Xequecal wrote:
http://en.wikipedia.org/wiki/Miller_testQuote:
The Miller test was developed in the 1973 case Miller v. California.[2] It has three parts:
Whether "the average person, applying contemporary community standards", would find that the work, taken as a whole, appeals to the prurient interest,
Whether the work depicts or describes, in a patently offensive way, sexual conduct specifically defined by applicable state law,
Whether the work, taken as a whole, lacks serious literary, artistic, political, or scientific value.[3]
The work is considered obscene only if all three conditions are satisfied.
The first two prongs of the Miller test are held to the standards of the community, and the last prong is held to what is reasonable to a person of the United States as a whole. The national reasonable person standard of the third prong acts as a check on the community standard of the first two prongs, allowing protection for works that in a certain community might be considered obscene but on a national level might have redeeming value.
The vast majority of the US population (something like 70%) considers pornography to be immoral. Given that, don't you think it's relatively easy for the FBI to find somewhere in the whole US where the "community standard" considers porn to be obscene? That's all you need to put the distributor in prison, since the Internet means you can purchase from them from anywhere and now they're guilty of transporting obscene material across state lines.
http://en.wikipedia.org/wiki/United_States_v._Extreme_AssociatesHere's the guy that dared Bush to come down on him. He ended up in prison on obscenity charges for his porn.
See the underlined portion. It's got to do so in a PATENTLY offensive way, as in that it isn't merely offensive to some groups of people or even to the average person or a simple majority but offensive to practically everyone. Most porn doesn't meet that standard, as the degree to which it's offensive is a subjective matter based primarily on whether the viewer is offended by sexually explicit material in the first place, rather than the manner in which it's presented. "Immoral" is not a synonym for "obscene" or "offensive", nor is the result of a poll the applicable legal standard.
In the case you're talking about, most of his material involved rape scenes, and rape is
patently offensive - i.e. almost everyone finds rape objectionable. If someone says "well, I don't see what's so shocking about rape" almost anyone would look at him askance at a minimum. Of the rest, some of it involved blatant display of bodily fluids that are generally considered pretty disgusting to deal with and which aren't normally part of sexual activity - namely, vomit. That might be a little less patently offensive, but considered in conjunction with rape it crosses the line.
This was not some "Bush morality crusade" against porn in general, so don't try to paint it that way. While it might be a matter of some debate whether it was necessary or useful to prosecute this case it certainly did not render basically all porn a criminal enterprise.
Trying to apply obscenity laws to more pedestrian forms of porn runs into First Amendment issues as well - those issues are precisely why the standard for obscenity is "patently offensive". The DOJ may very well be exercising prosecutorial discretion in these cases, but it's a matter of them saying "Based on the applicable law and the Constitution, we doubt we can win these cases". This is completely unlike the immigration situation where it's a mix of "we can't possibly prosecute them all" with "and we don't want to anyhow."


* _Work request_
Below are lines of data; count those that contain "plot" and give the total alone.

* _Raw data_
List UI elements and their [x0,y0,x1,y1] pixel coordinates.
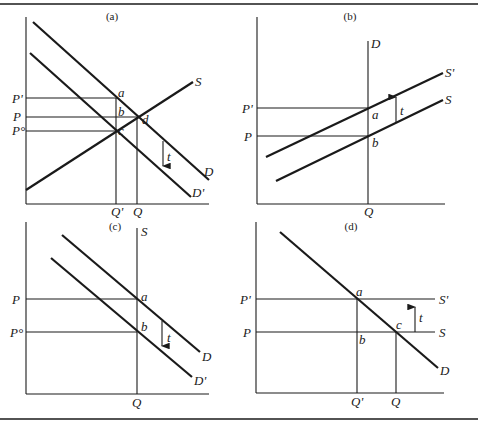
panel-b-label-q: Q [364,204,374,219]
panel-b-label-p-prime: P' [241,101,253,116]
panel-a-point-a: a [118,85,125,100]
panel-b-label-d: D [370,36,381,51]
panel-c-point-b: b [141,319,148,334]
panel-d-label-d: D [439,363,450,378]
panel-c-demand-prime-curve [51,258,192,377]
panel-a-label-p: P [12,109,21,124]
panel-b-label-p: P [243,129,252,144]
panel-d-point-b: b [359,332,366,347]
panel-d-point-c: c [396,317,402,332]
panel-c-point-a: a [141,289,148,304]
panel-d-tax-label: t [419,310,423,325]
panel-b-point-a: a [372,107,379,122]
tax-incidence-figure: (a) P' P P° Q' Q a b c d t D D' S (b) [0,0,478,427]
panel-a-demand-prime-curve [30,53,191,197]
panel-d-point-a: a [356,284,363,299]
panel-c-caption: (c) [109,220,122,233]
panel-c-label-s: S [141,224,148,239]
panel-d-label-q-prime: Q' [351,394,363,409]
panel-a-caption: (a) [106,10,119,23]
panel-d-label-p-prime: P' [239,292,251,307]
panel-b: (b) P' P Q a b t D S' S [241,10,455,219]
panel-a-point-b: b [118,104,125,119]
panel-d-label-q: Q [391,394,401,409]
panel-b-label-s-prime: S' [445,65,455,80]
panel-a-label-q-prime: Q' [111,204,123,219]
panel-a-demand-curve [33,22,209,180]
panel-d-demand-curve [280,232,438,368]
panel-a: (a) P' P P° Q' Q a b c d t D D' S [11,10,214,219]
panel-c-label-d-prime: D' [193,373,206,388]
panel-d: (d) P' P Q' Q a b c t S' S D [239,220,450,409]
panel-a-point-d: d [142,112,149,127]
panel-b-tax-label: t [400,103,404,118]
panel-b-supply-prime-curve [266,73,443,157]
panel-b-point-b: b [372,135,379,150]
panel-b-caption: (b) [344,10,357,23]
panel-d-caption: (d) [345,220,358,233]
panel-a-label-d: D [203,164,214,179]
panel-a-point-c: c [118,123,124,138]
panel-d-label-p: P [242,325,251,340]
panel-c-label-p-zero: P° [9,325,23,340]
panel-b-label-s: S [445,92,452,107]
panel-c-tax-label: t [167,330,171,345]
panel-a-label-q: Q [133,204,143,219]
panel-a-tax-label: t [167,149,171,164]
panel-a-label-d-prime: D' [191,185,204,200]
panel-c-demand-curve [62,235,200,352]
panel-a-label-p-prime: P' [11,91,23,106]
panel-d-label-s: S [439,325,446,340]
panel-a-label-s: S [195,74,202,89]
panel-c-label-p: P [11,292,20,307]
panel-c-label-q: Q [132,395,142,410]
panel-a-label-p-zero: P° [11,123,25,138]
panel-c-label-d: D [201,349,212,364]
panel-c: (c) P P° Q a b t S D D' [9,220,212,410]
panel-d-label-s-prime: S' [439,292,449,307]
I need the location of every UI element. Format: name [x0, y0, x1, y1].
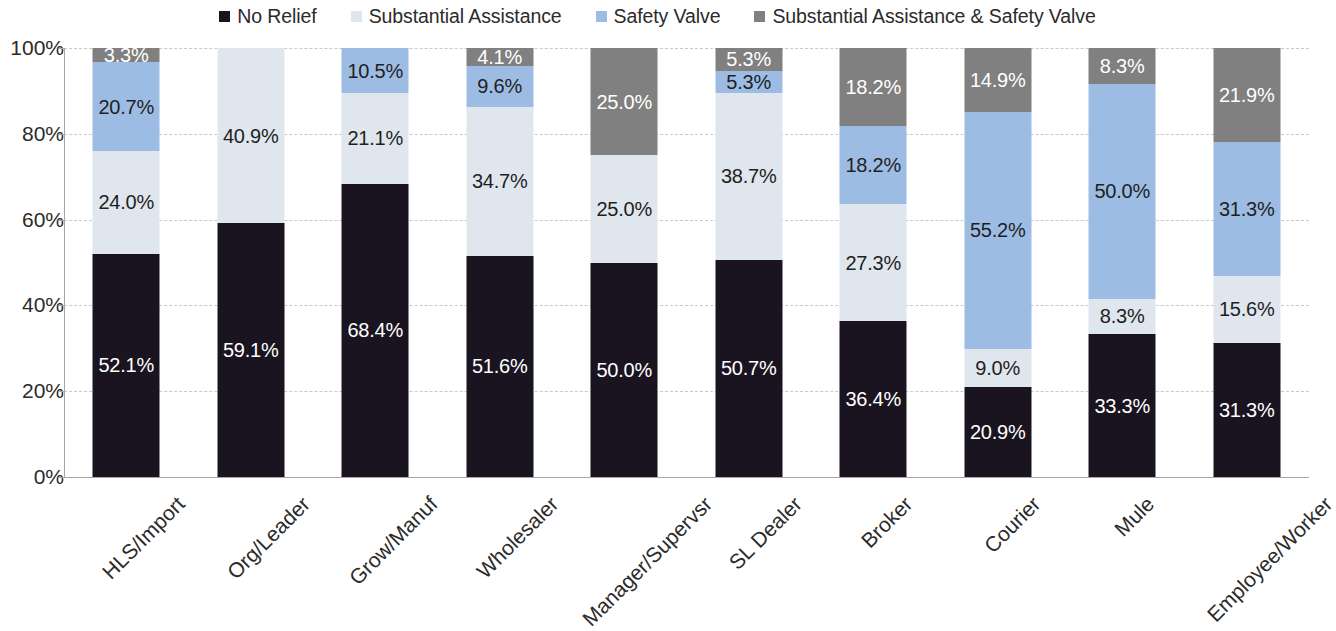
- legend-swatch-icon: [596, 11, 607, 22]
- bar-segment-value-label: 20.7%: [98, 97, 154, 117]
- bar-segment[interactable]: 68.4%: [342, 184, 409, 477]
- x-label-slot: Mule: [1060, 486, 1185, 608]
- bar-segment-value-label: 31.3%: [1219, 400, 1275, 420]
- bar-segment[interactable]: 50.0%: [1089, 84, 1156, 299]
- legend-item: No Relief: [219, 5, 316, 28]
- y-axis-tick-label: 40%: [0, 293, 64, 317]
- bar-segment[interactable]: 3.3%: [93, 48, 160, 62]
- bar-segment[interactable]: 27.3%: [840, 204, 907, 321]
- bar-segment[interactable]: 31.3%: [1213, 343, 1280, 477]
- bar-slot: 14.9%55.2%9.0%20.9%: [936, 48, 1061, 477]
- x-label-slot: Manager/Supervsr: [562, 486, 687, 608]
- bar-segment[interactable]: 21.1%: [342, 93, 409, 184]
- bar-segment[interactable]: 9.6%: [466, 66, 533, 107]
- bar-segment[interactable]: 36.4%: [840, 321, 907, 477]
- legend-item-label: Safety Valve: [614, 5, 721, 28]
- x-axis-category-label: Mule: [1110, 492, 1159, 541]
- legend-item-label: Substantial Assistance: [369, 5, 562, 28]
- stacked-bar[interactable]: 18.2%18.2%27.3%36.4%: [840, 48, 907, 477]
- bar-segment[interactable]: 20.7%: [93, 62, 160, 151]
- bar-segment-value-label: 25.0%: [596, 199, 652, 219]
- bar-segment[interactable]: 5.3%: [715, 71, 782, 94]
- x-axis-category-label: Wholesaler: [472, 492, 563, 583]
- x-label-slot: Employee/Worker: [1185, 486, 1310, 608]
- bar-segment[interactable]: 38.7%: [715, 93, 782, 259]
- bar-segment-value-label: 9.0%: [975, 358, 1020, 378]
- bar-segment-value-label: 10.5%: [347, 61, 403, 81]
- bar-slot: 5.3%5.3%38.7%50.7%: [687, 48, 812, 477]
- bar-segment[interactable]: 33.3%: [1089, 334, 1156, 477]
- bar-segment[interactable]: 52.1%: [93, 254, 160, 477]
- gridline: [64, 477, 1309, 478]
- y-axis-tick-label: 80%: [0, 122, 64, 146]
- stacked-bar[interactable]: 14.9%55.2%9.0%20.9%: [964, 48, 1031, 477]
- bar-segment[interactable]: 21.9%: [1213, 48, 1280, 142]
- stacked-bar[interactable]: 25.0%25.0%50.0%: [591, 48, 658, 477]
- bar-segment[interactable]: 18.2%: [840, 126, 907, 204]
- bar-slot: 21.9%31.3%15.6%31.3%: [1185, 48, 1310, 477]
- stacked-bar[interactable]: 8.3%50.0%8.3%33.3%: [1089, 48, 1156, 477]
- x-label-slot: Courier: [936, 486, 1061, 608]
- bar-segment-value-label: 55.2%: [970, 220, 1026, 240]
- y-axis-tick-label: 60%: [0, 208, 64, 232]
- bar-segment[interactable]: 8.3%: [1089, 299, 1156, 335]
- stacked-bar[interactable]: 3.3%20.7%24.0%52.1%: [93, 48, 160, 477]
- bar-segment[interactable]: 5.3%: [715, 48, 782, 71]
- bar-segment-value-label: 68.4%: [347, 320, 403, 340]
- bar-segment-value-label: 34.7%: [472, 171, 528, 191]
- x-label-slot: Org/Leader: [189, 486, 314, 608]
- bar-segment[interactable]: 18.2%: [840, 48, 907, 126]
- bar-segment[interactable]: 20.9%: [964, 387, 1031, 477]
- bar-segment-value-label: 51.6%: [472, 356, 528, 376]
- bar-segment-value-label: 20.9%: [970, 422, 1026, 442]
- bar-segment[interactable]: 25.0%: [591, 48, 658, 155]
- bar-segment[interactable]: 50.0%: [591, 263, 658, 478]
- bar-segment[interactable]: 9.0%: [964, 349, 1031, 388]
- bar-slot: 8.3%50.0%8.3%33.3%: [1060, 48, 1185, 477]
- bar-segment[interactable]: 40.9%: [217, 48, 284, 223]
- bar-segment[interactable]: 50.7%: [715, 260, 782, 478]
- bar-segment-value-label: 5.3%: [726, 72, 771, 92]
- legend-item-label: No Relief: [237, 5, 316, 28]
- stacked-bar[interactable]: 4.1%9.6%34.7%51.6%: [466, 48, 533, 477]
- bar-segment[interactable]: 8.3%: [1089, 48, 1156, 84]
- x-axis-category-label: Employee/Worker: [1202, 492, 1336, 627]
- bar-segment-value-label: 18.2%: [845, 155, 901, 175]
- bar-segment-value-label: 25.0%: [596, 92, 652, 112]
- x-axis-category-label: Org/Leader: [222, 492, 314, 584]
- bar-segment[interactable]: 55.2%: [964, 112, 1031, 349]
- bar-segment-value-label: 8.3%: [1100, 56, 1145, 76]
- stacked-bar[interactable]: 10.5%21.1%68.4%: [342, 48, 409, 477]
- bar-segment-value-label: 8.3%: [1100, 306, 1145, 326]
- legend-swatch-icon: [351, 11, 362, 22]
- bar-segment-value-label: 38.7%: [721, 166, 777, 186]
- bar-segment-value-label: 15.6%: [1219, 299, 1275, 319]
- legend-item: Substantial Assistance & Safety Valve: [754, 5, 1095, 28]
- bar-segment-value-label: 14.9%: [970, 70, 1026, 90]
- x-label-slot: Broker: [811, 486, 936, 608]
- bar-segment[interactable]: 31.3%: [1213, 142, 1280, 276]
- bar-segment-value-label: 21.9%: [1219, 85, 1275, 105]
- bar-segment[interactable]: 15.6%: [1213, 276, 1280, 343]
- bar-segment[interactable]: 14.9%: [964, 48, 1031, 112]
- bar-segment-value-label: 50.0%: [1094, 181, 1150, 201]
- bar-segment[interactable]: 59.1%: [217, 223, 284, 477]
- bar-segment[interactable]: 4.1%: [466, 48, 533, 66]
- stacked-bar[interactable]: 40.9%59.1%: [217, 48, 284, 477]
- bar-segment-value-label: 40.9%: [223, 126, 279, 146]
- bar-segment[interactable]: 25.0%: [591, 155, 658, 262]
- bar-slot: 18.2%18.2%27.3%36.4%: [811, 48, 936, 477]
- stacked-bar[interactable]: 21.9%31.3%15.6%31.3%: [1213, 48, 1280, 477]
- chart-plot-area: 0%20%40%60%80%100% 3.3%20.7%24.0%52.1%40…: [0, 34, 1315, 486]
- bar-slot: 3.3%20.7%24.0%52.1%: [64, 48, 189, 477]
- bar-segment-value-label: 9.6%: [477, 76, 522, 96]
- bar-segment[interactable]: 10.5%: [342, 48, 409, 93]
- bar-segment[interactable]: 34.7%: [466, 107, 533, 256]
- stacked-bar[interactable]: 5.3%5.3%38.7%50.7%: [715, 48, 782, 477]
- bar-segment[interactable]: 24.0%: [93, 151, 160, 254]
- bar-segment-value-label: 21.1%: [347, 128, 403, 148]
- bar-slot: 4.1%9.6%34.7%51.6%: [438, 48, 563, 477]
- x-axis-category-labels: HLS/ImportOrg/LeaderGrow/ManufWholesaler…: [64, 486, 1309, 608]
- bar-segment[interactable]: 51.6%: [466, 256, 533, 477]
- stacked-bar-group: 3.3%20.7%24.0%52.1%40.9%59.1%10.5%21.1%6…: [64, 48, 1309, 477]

--

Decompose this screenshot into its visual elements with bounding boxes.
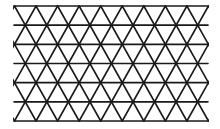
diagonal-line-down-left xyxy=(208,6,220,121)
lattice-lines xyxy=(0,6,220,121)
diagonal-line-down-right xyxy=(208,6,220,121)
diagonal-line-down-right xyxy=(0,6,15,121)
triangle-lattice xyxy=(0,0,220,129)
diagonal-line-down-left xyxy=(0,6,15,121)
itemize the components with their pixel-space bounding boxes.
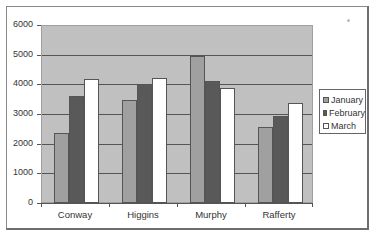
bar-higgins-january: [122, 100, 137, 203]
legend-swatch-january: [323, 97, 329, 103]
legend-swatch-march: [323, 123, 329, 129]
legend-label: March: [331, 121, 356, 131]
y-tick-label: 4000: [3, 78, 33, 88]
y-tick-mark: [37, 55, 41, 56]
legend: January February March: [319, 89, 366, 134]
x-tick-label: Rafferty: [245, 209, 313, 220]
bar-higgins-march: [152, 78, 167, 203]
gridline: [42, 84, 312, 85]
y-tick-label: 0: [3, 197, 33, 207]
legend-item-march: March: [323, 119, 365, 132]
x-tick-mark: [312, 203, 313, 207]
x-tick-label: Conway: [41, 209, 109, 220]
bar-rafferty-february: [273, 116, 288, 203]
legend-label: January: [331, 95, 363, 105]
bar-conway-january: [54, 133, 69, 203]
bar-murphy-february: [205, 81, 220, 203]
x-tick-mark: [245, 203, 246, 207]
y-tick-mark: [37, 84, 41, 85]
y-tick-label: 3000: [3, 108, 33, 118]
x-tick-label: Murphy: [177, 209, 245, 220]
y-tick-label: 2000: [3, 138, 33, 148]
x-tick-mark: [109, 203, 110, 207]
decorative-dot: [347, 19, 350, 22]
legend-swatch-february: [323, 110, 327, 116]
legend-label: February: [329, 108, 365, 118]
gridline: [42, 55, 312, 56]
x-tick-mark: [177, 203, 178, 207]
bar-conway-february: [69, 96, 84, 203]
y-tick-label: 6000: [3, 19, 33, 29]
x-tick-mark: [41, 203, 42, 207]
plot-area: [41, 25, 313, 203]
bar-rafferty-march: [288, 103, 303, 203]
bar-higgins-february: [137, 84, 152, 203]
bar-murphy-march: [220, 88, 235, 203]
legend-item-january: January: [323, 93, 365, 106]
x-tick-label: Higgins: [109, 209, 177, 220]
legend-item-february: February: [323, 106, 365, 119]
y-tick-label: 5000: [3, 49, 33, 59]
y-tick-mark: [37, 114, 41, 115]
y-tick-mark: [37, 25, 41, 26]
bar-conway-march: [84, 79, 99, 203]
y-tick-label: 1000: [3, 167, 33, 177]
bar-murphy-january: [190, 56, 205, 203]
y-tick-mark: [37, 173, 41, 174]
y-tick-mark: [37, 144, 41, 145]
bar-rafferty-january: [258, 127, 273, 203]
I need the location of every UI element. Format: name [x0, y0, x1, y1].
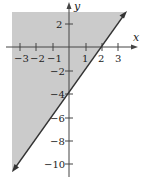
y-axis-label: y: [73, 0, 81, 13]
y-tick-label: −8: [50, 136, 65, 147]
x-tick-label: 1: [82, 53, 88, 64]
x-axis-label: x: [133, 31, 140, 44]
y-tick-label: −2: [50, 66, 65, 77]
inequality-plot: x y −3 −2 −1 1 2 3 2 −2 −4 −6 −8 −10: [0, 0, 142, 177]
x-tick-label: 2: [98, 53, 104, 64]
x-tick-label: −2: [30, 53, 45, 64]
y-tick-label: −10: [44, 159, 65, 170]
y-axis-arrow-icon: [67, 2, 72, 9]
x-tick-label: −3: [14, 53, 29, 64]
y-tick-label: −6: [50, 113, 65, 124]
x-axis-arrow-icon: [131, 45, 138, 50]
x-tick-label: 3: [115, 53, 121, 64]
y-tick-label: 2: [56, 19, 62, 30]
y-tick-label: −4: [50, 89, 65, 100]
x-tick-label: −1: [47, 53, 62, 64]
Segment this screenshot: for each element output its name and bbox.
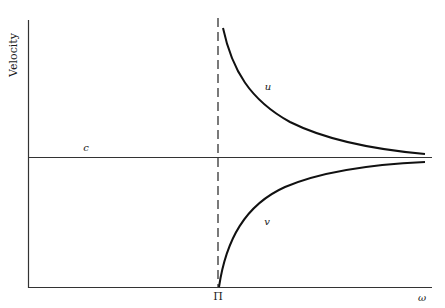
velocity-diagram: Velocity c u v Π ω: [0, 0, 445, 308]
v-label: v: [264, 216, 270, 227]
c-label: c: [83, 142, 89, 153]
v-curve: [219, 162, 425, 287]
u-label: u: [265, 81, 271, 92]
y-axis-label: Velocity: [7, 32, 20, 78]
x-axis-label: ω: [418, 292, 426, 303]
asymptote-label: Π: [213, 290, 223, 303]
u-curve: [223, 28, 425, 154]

* _Result_
3